Today’s big lies on the internet are Mars looming in the sky as big as the full moon and fictitious Wikipedia quotes about French composer Maurice Jarre pinched by papers around the world to use in the obituaries they published on news of his death.
The alarming thing about the Mars hoax is that the public would swallow something that most high school students should pick as being nonsense on reading the first line.
Mike Salway at the Australian astronomy site, IceinSpace.com.au, traces its origins to the 27 August 2003 “opposition” when the Sun, Earth and Mars were perfectly aligned, as they are every two years or so, but more closely than for many thousands of years in terms of the Earth-Mars distance.
That closeness still left Mars as nothing more than a brilliant red planet that rose high in the sky, but was hoaxed at the time as being football sized to the naked eye.
The current hoax claims that this 27 August it “will be as bright as the full moon”, that “it will look like the Earth has two moons” and “NO ONE ALIVE TODAY WILL EVER SEE THIS AGAIN.”
If Mars ever does appear as large as the moon in our sky you won’t see that either. You will be dead, our species obliterated by a globally catastrophic disruption to the tides and our orbit around the sun, and that of our moon, as the red planet would have to be roughly 800,000 kilometres from Earth rather than 56 million kilometres away.
The Jarre quotes ripped off by the media were faked and posted on Wikipedia by an Irish student as an experiment.
Other high currency internet hoaxes include a giant photo shopped container liner several kilometres long; a series of futuristic American airliners and fighter bombers — which are even less believable than real Boeing and Lockheed Martin press releases about Dreamliners and Joint Strike Fighters; striped candy coloured polar ice cliffs; massive pre World War Two Soviet flying boats; and mountain bike pathways halfway up exaggerated cliffs on the sides of Himalayan peaks.
And of course, a torrent of real media releases from politicians and surviving finance houses about the speed of the economic recovery.
I couldn’t find any reference to the massive pre World War Two Soviet flying boats hoax.
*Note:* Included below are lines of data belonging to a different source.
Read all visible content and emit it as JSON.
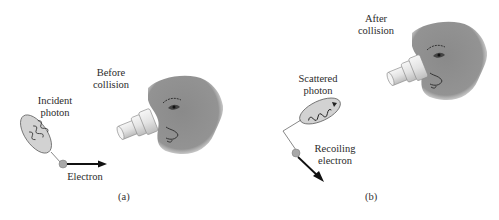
{
  "figure": {
    "panel_a": {
      "caption": "(a)",
      "state_label_line1": "Before",
      "state_label_line2": "collision",
      "photon_label_line1": "Incident",
      "photon_label_line2": "photon",
      "electron_label": "Electron"
    },
    "panel_b": {
      "caption": "(b)",
      "state_label_line1": "After",
      "state_label_line2": "collision",
      "photon_label_line1": "Scattered",
      "photon_label_line2": "photon",
      "electron_label_line1": "Recoiling",
      "electron_label_line2": "electron"
    },
    "colors": {
      "face": "#8f8f8f",
      "photon_ellipse": "#cfcfcf",
      "electron": "#a9a9a9",
      "arrow": "#111111",
      "microscope": "#e8e8e8"
    }
  }
}
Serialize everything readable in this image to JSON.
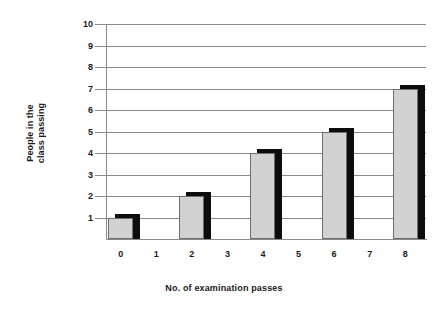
{
  "chart_data": {
    "type": "bar",
    "title": "",
    "xlabel": "No. of examination passes",
    "ylabel_line1": "People in the",
    "ylabel_line2": "class passing",
    "ylabel": "People in the class passing",
    "categories": [
      "0",
      "1",
      "2",
      "3",
      "4",
      "5",
      "6",
      "7",
      "8"
    ],
    "values": [
      1,
      2,
      4,
      5,
      7,
      6,
      3,
      1,
      1
    ],
    "yticks": [
      "1",
      "2",
      "3",
      "4",
      "5",
      "6",
      "7",
      "8",
      "9",
      "10"
    ],
    "ylim": [
      0,
      10
    ],
    "grid": true,
    "legend": false,
    "colors": {
      "bar_fill": "#d2d2d2",
      "bar_outline": "#6e6e6e",
      "bar_shadow": "#0d0d0d",
      "grid": "#8a8a8a",
      "axis": "#8a8a8a",
      "text": "#1a1a1a",
      "background": "#ffffff"
    }
  }
}
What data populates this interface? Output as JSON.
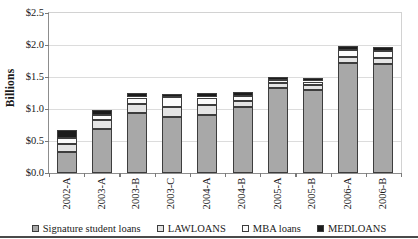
{
  "chart_data": {
    "type": "bar",
    "subtype": "stacked-bar",
    "title": "",
    "xlabel": "",
    "ylabel": "Billions",
    "ylim": [
      0.0,
      2.5
    ],
    "ytick_step": 0.5,
    "ytick_labels": [
      "$0.0",
      "$0.5",
      "$1.0",
      "$1.5",
      "$2.0",
      "$2.5"
    ],
    "ytick_values": [
      0.0,
      0.5,
      1.0,
      1.5,
      2.0,
      2.5
    ],
    "grid": true,
    "grid_axis": "y",
    "legend_position": "bottom",
    "categories": [
      "2002-A",
      "2003-A",
      "2003-B",
      "2003-C",
      "2004-A",
      "2004-B",
      "2005-A",
      "2005-B",
      "2006-A",
      "2006-B"
    ],
    "series": [
      {
        "name": "Signature student loans",
        "color": "#a8a8a8",
        "values": [
          0.33,
          0.68,
          0.93,
          0.88,
          0.9,
          1.03,
          1.33,
          1.3,
          1.72,
          1.7
        ]
      },
      {
        "name": "LAWLOANS",
        "color": "#e4e4e4",
        "values": [
          0.12,
          0.15,
          0.15,
          0.15,
          0.16,
          0.1,
          0.07,
          0.08,
          0.1,
          0.1
        ]
      },
      {
        "name": "MBA loans",
        "color": "#fbfbfb",
        "values": [
          0.1,
          0.07,
          0.1,
          0.16,
          0.12,
          0.07,
          0.05,
          0.05,
          0.1,
          0.1
        ]
      },
      {
        "name": "MEDLOANS",
        "color": "#1c1c1c",
        "values": [
          0.13,
          0.09,
          0.07,
          0.05,
          0.07,
          0.07,
          0.05,
          0.05,
          0.06,
          0.07
        ]
      }
    ],
    "totals": [
      0.68,
      0.99,
      1.25,
      1.24,
      1.25,
      1.27,
      1.5,
      1.48,
      1.98,
      1.97
    ]
  },
  "legend": {
    "entries": [
      {
        "label": "Signature student loans",
        "color": "#a8a8a8"
      },
      {
        "label": "LAWLOANS",
        "color": "#e4e4e4"
      },
      {
        "label": "MBA loans",
        "color": "#fbfbfb"
      },
      {
        "label": "MEDLOANS",
        "color": "#1c1c1c"
      }
    ]
  }
}
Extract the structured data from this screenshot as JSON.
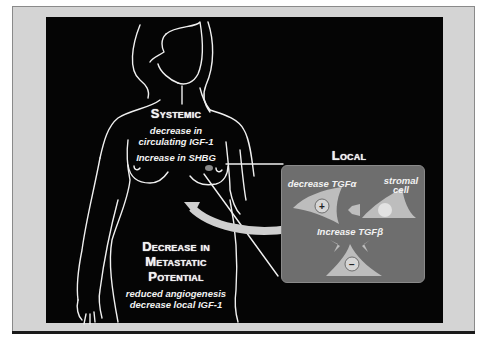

Can you provide some more info?
Dallas,
Only one image survived a recent purge of my mail box. It was attached to a message from a source in Russia who described the series as ‘fakements’ after they had been referred to him. I realise from that message they purported to be a giant 1930s Russian flying boat, not WWII.
As the comments function doesn’t appear to allow images I will post it on the Plane Talking blog shortly and this may attract a lead from other readers and turn up a link to the entire set.
There are now three images from the series on Plane Talking.